Knowing the pattern a story should follow and how to lace in the conflict resolution is only 2 pieces of the art of storytelling. None of the previous matters if you cannot emotionally motivate your audience. The Maritz Institute has the goal of advancing human science in the business setting. One of their partner firms, Maritz Motivation Solutions has a whitepaper that express what they know is the 4 emotional motivators. You need to know these as well when you are visual storytelling with Prezi presentations:

  1. A Head-Turning Attention Strategy: The main points here is your message needs to be visual, surprising, and memorable. This creates an emotional response and goes farther.
  2. An Actionable Goal Commitment Strategy: Once you capture the audience’s attention, you need to have a goal that calls for action. You need them to get up and do something when your done telling your visual story with Prezi.
  3. An Effective Feedback Strategy: Your audience wants a voice. Motivation comes from giving and receiving feedback. Visual storytelling with Prezi should show your audience’s voice and you must leave room for the conversation to continue when you’re done with your part of the story. People want to participate, let them.
  4. A Compelling Rewards Strategy: The age old question “What’s in it for me?” That isn’t saying people are greedy, but to motivate an individual with a story, you need to make it clear there are great rewards for them. Use Prezi to show them exactly what is in it for them.

Resolving Conflicts Before They Exist: Recognize Their Voice

Funneled down into a simple sentence: Grab your audience’s attention by creating an emotional response, deliver a goal that requires action, get their input, and show them what they get in return. These points need to be strategically layered into your story. Remember the hero with a thousand faces and where these should be logically encountered on his trip.

Grand Finally of Visual Storytelling

You need to drive the point home its time to take action. You need a grand finally. Make a promise and give limited time for action. You don’t want your audience to walk away and forget about everything. That’s what will happen if you don’t limit the response time they have. You need them to act now while supplies last. Get the picture?

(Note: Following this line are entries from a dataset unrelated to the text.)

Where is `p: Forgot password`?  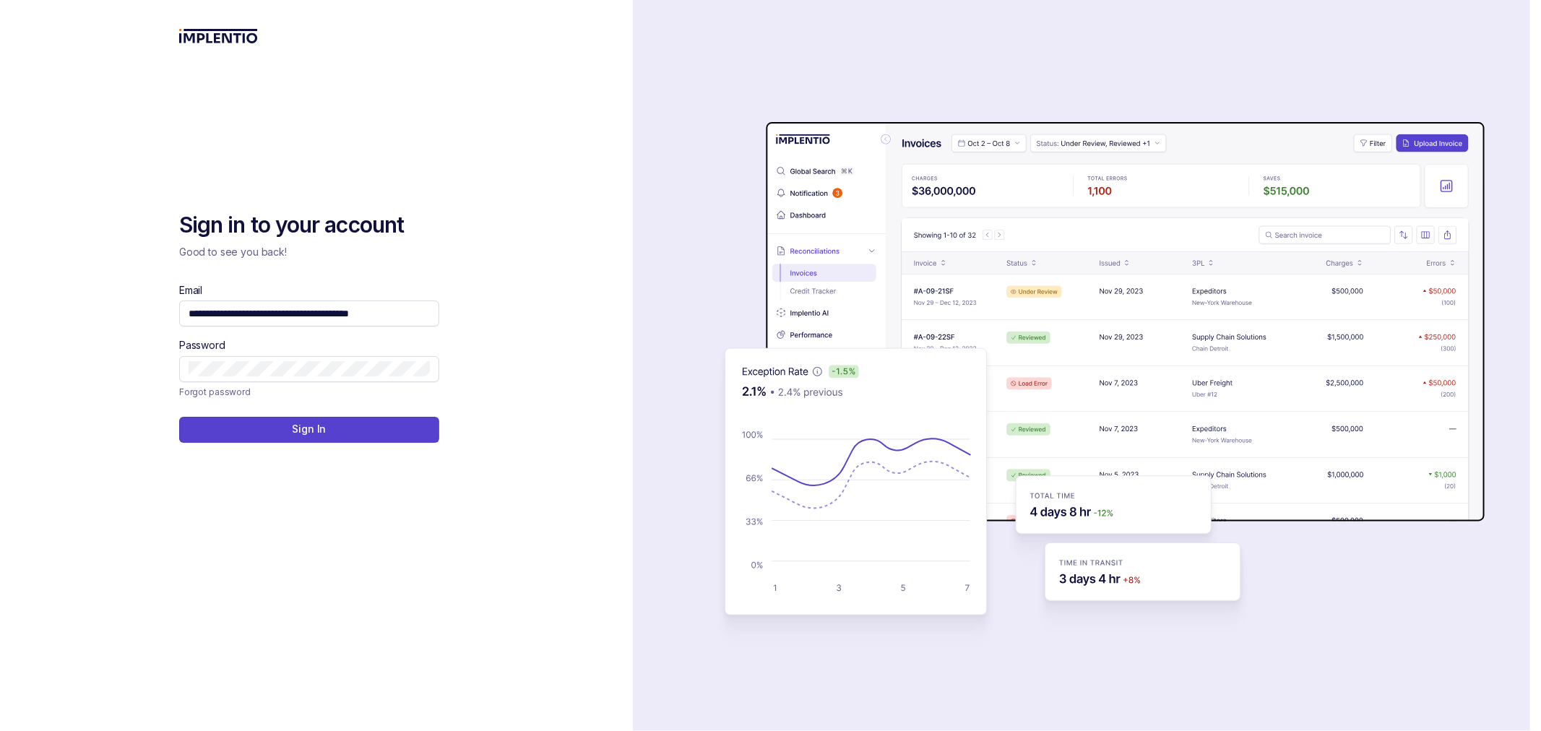 p: Forgot password is located at coordinates (215, 392).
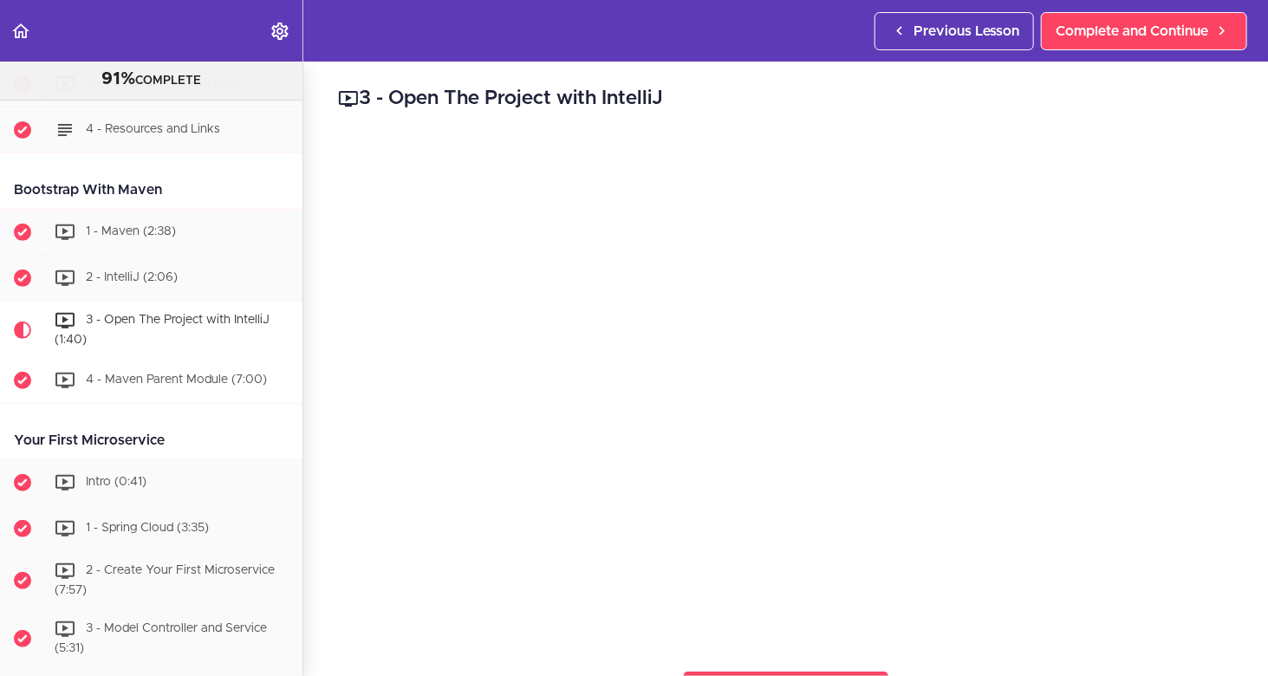 The height and width of the screenshot is (676, 1268). Describe the element at coordinates (165, 581) in the screenshot. I see `span: 2 - Create Your First Microservice (7:57)` at that location.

Take in all the parts of telling an effective story that causes action and is remembered. Our minds have an archetype pattern ingrained into them. So visual storytelling should reflect this. That doesn’t mean you should end the story happily ever after, unless that is what your audience will be when they take action based on your Prezi presentation.

Need help designing a presentation that is a visual storytelling masterpiece? Get in touch with us and we can start the conversation today. We are Independent Prezi Experts here to add the “wOw” factor into your training material. For more Prezi examples go to our Prezi Presentation page.